In the not too distant past, little consideration wasgiven as to why horses behaved as they did or whatpossibilities existed to ensure adequate care andwelfare. However, during the past decade, an ex-plosion of sorts has occurred within the horse indus-try. Scientific conferences, research articles, horseexpositions, clinics, the Internet, television, maga-zines, books, videos, and worldwide tours haveserved the public by making available educationalprospects never before seen on such a large scale.From skilled horse handlers to wide-eyed novices,everyone has the opportunity to advance theirknowledge about equine cognition, behavior, train-ing, and care. Unfortunately, as is human nature,some equine authorities take advantage of thoseeager for information, creating a persona of nearthaumaturgy. It is up to the individual to differen-tiate between the sincere and the artificial, to searchfor truth among unsubstantiated declaration, and tobecome an eclectic in the world of horses.
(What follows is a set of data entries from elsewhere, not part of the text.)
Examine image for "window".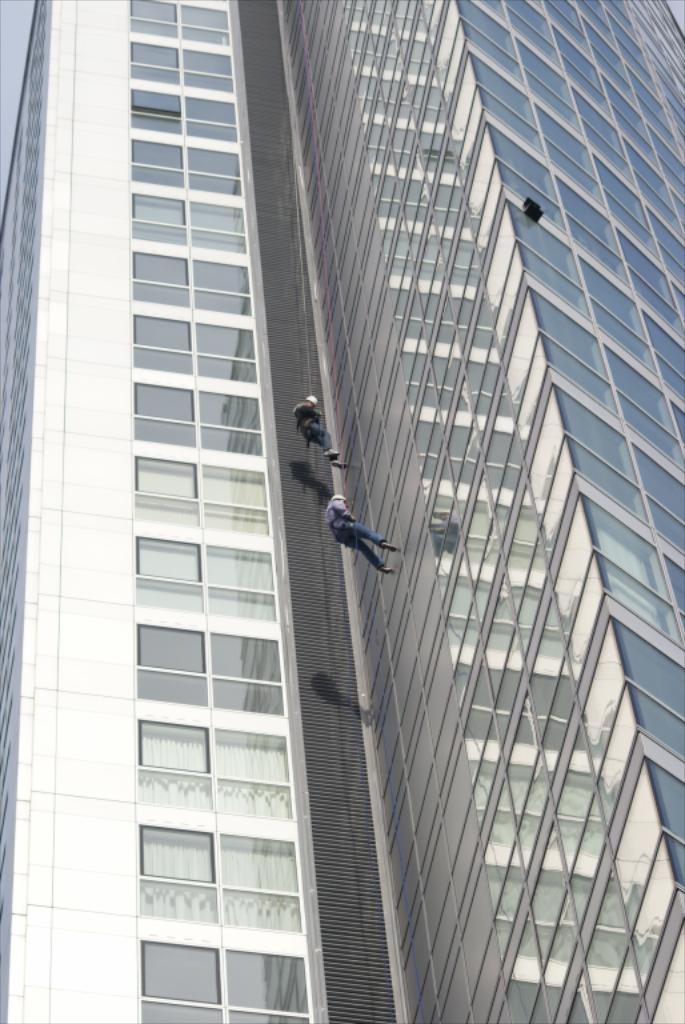
Examination result: x1=137, y1=620, x2=285, y2=717.
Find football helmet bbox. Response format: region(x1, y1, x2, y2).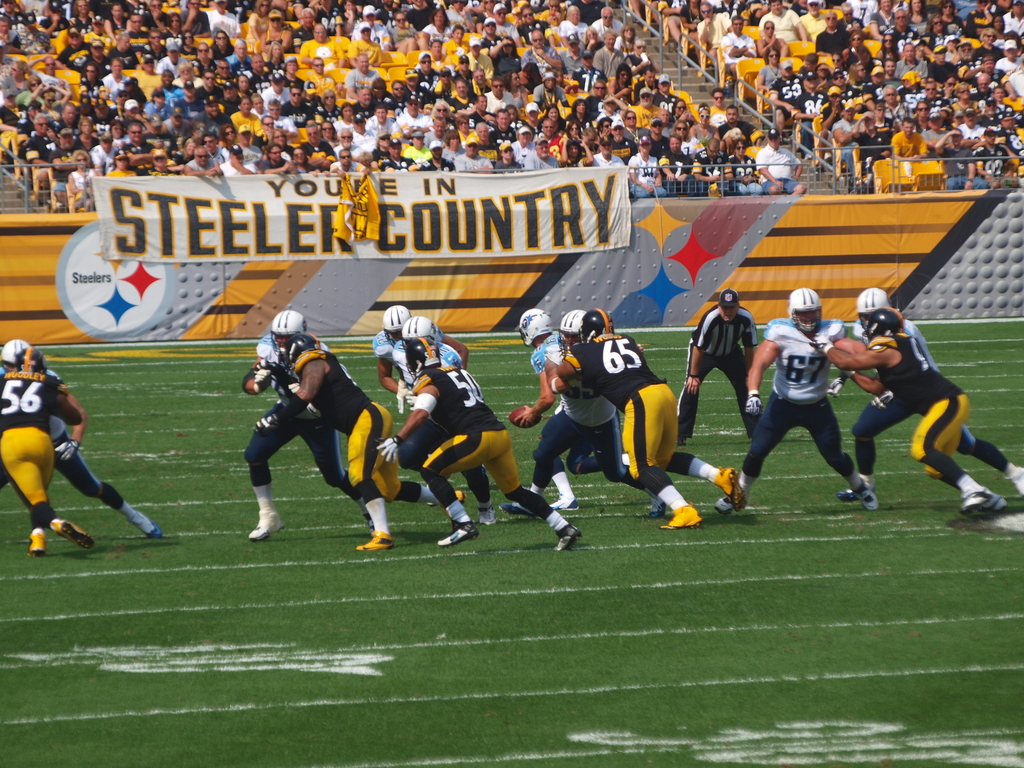
region(17, 342, 50, 373).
Research into equine cognition and perception hasmade noteworthy advances, and greater interest isnow being paid to the improvement of trainingmethodology and management. Nonetheless,much more still needs to be learned before scientistsand laypersons alike can make unequivocal claimsas to what it is to be a horse. Studies combiningequine learning, perception, and behavior are thenext step in understanding this remarkable animal.

The Equine Research Foundation is supported bygrants and public donations. I thank Betty andMeinrad Hanggi and Jerry Ingersoll for their enthu-siastic support and efforts. Research conducted atthe ERF is assisted by student volunteers andparticipants of the ERF learning vacations andinternships.